● **Records for this task**:
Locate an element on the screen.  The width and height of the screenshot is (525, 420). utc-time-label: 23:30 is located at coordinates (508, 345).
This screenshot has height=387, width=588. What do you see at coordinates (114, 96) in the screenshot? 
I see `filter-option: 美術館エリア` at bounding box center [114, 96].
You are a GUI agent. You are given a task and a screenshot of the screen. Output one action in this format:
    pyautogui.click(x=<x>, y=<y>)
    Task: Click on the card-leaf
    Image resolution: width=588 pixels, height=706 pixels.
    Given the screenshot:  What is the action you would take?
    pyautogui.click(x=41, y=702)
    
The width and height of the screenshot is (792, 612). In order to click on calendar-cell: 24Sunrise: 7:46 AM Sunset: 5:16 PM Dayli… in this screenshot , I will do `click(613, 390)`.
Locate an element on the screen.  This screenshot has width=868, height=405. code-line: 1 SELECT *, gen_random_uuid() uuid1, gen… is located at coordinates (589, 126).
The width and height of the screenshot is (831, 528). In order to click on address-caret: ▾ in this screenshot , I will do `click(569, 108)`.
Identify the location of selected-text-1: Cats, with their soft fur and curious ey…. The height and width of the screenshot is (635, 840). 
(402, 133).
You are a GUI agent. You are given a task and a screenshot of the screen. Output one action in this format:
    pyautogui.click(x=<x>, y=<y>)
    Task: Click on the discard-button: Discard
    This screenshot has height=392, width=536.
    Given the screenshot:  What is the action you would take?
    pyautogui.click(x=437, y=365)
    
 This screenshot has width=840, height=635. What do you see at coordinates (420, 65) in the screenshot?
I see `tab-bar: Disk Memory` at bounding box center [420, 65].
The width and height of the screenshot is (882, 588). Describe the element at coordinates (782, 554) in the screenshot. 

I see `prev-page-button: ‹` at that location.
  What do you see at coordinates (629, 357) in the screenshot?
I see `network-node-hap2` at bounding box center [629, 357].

● **Problem requirements**: The full listing above should be repeated without omission.

● **Answer area**:
Locate an element on the screen.  The width and height of the screenshot is (525, 420). utc-time-label: 23:30 is located at coordinates (508, 345).
This screenshot has height=387, width=588. What do you see at coordinates (114, 96) in the screenshot? 
I see `filter-option: 美術館エリア` at bounding box center [114, 96].
You are a GUI agent. You are given a task and a screenshot of the screen. Output one action in this format:
    pyautogui.click(x=<x>, y=<y>)
    Task: Click on the card-leaf
    Image resolution: width=588 pixels, height=706 pixels.
    Given the screenshot:  What is the action you would take?
    pyautogui.click(x=41, y=702)
    
The width and height of the screenshot is (792, 612). In order to click on calendar-cell: 24Sunrise: 7:46 AM Sunset: 5:16 PM Dayli… in this screenshot , I will do `click(613, 390)`.
Locate an element on the screen.  This screenshot has width=868, height=405. code-line: 1 SELECT *, gen_random_uuid() uuid1, gen… is located at coordinates (589, 126).
The width and height of the screenshot is (831, 528). In order to click on address-caret: ▾ in this screenshot , I will do `click(569, 108)`.
Identify the location of selected-text-1: Cats, with their soft fur and curious ey…. The height and width of the screenshot is (635, 840). 
(402, 133).
You are a GUI agent. You are given a task and a screenshot of the screen. Output one action in this format:
    pyautogui.click(x=<x>, y=<y>)
    Task: Click on the discard-button: Discard
    This screenshot has height=392, width=536.
    Given the screenshot:  What is the action you would take?
    pyautogui.click(x=437, y=365)
    
 This screenshot has width=840, height=635. What do you see at coordinates (420, 65) in the screenshot?
I see `tab-bar: Disk Memory` at bounding box center [420, 65].
The width and height of the screenshot is (882, 588). Describe the element at coordinates (782, 554) in the screenshot. 

I see `prev-page-button: ‹` at that location.
  What do you see at coordinates (629, 357) in the screenshot?
I see `network-node-hap2` at bounding box center [629, 357].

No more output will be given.